Where the hell did this crazy place come from?
One of the most pressing topics in Science Studies is colonial “world-making.” We seek to understand how the technoscientific world that surrounds us came into being. How is it that we came to dwell among these kinds of laboratories, hospitals, communication technologies, and forms of transportation? What are the roots of modern university pedagogy? How – and for whom – is nature transformed over time? Understanding that science and technology have been pivotal to colonial expansion, science studies scholars have investigated the material processes by which European technologies and political systems came to dominate the globe, starting in the sixteenth century. We seek, above all, to understand and ameliorate the ongoing prejudices and inequities that are produced by this dominance.
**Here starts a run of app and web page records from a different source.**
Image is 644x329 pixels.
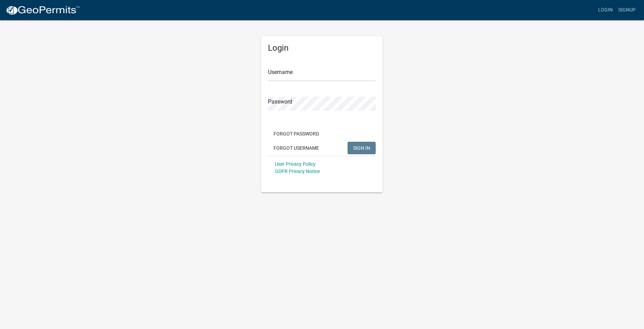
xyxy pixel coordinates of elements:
button: SIGN IN [347,142,376,154]
a: Login [595,4,615,17]
h5: Login [268,43,376,53]
button: Forgot Username [268,142,325,154]
a: Signup [615,4,638,17]
span: SIGN IN [353,145,370,150]
a: User Privacy Policy [275,161,316,167]
a: GDPR Privacy Notice [275,168,320,174]
button: Forgot Password [268,127,325,140]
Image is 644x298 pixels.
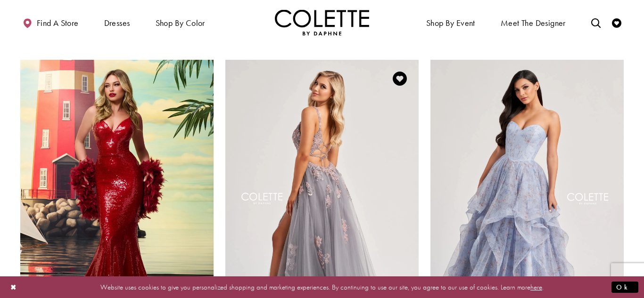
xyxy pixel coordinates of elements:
span: Shop By Event [424,10,478,35]
span: Dresses [104,18,130,28]
a: here [530,283,542,291]
a: Find a store [20,10,80,35]
button: Close Dialog [6,279,22,295]
a: Meet the designer [499,10,569,35]
span: Find a store [36,18,78,28]
span: Dresses [102,10,133,35]
span: Shop by color [153,10,207,35]
span: Shop By Event [426,18,475,28]
a: Check Wishlist [610,10,624,35]
span: Meet the designer [501,18,566,28]
a: Visit Home Page [275,10,369,35]
button: Submit Dialog [612,282,638,293]
span: Shop by color [156,18,205,28]
a: Add to Wishlist [390,69,410,89]
a: Toggle search [589,10,603,35]
img: Colette by Daphne [275,10,369,35]
p: Website uses cookies to give you personalized shopping and marketing experiences. By continuing t... [68,281,576,293]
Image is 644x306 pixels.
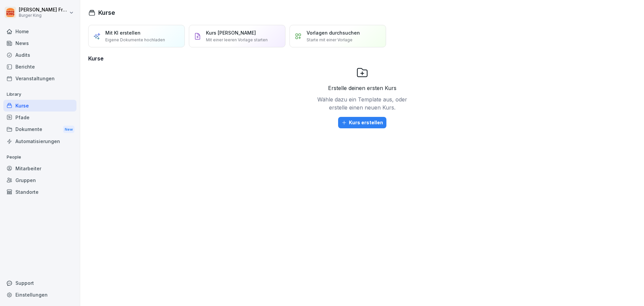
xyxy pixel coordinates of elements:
[19,7,68,13] p: [PERSON_NAME] Freier
[3,26,76,37] a: Home
[3,186,76,198] a: Standorte
[3,37,76,49] a: News
[3,123,76,136] div: Dokumente
[307,29,360,36] p: Vorlagen durchsuchen
[3,174,76,186] a: Gruppen
[3,152,76,162] p: People
[3,289,76,300] a: Einstellungen
[105,29,141,36] p: Mit KI erstellen
[88,54,636,63] h3: Kurse
[3,100,76,112] a: Kurse
[315,95,409,112] p: Wähle dazu ein Template aus, oder erstelle einen neuen Kurs.
[3,112,76,123] a: Pfade
[338,117,387,128] button: Kurs erstellen
[63,125,75,133] div: New
[328,84,397,92] p: Erstelle deinen ersten Kurs
[206,37,268,43] p: Mit einer leeren Vorlage starten
[3,162,76,174] a: Mitarbeiter
[307,37,352,43] p: Starte mit einer Vorlage
[3,89,76,100] p: Library
[342,119,383,127] div: Kurs erstellen
[99,8,115,17] h1: Kurse
[3,135,76,147] a: Automatisierungen
[3,49,76,61] a: Audits
[3,123,76,136] a: DokumenteNew
[105,37,165,43] p: Eigene Dokumente hochladen
[3,277,76,289] div: Support
[3,61,76,72] a: Berichte
[19,13,68,18] p: Burger King
[206,29,256,36] p: Kurs [PERSON_NAME]
[3,72,76,84] a: Veranstaltungen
UCSD is a fascinating site of colonial and scientific world-making. Founded in 1960 and mostly constructed out of flimsy reinforced concrete, it sits on a hill in La Jolla surrounded by the homes of billionaires. It overlooks the Pacific Ocean to the west and to the south the San Diego-Tijuana border, reputed to be the steepest economic precipice in the world. Its student body is predominantly Asian, while approximately 77% of its faculty is both white and male. Since the 2010 ‘Compton Cookout,’ a ghetto-themed party at a frathouse off campus, it has been rocked by the racial controversy that has erupted during Obama’s presidency at most elite American universities, with the interesting twist that the racist fraternity in question was a South Asian one. It has graduated the highest number of science fiction authors of any American university and houses the oldest Cognitive Science department in the world.
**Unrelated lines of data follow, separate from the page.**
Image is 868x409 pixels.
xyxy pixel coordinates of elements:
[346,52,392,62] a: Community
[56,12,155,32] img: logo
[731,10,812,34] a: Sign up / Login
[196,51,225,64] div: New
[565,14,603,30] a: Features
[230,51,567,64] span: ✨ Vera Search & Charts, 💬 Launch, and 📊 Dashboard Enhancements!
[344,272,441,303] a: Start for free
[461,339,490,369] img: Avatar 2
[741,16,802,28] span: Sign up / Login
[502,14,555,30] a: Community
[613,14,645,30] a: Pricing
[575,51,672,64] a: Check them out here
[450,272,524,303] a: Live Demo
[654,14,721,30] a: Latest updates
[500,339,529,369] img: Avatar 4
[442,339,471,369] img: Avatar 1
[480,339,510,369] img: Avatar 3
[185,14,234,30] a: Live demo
Our plan is to map the intellectual ecology of this place, showing how world-making unfolds in time through the material, epistemic, and textual practices of science. Our method constitutes a form of “radical cartography.” The word “radical” comes from the Latin for “root.” Applied to our mapmaking, it evokes both the historical dimension of our proposal – we will be mapping change through time – and the moral urgency that we bring to it – our belief that the decolonization of the university is urgently demanded by the lessons of history. Maps have often been used for the purposes of colonial world-making. Radical cartography summons the ghosts of those who were despised, excluded, and enslaved in the making of this world of ours, in order to help us bend the arc of our institutions towards racial justice.
We propose to construct an interactive digital map, consisting of two layers. The first layer, which defines the geographical extent of our inquiry, will consist of the 1769 map of the territory of the Kumeyaay Nation, stretching from Escondido to Ensenada along the coast, and extending inland to the Colorado River. The second layer will be the satellite map of the same area today. The U.S.-Mexico border bisects this territory almost exactly in half, and provides a most instructive example of colonial infrastructure. Both maps will feature the same series of icons denoting different themes: immigration, health and medicine, eugenics, treaties and borders, etc. Clicking on any of the icons will take you to a website narrating the colonial world-making of that particular area.
The idea is for UCSD artists, humanists, and social scientists to collaborate with the Kumeyaay Nation on deepening our historical, sociological, and spatial awareness of the area in which we work. By adding icons and stories to the map, we will come to understand how Kumeyaay land transformed into the modern technoscape – how one map turned into the other through time. We will be applying for money for graduate students and post-docs to work on the map, looking especially for young bilingual and bicultural scholars accustomed to crossing the borders that divide our world. The project will help build ties to Mexican and Native American local historians and will fit into the ‘Understanding Cultures and Addressing Disparities’ focus at UCSD.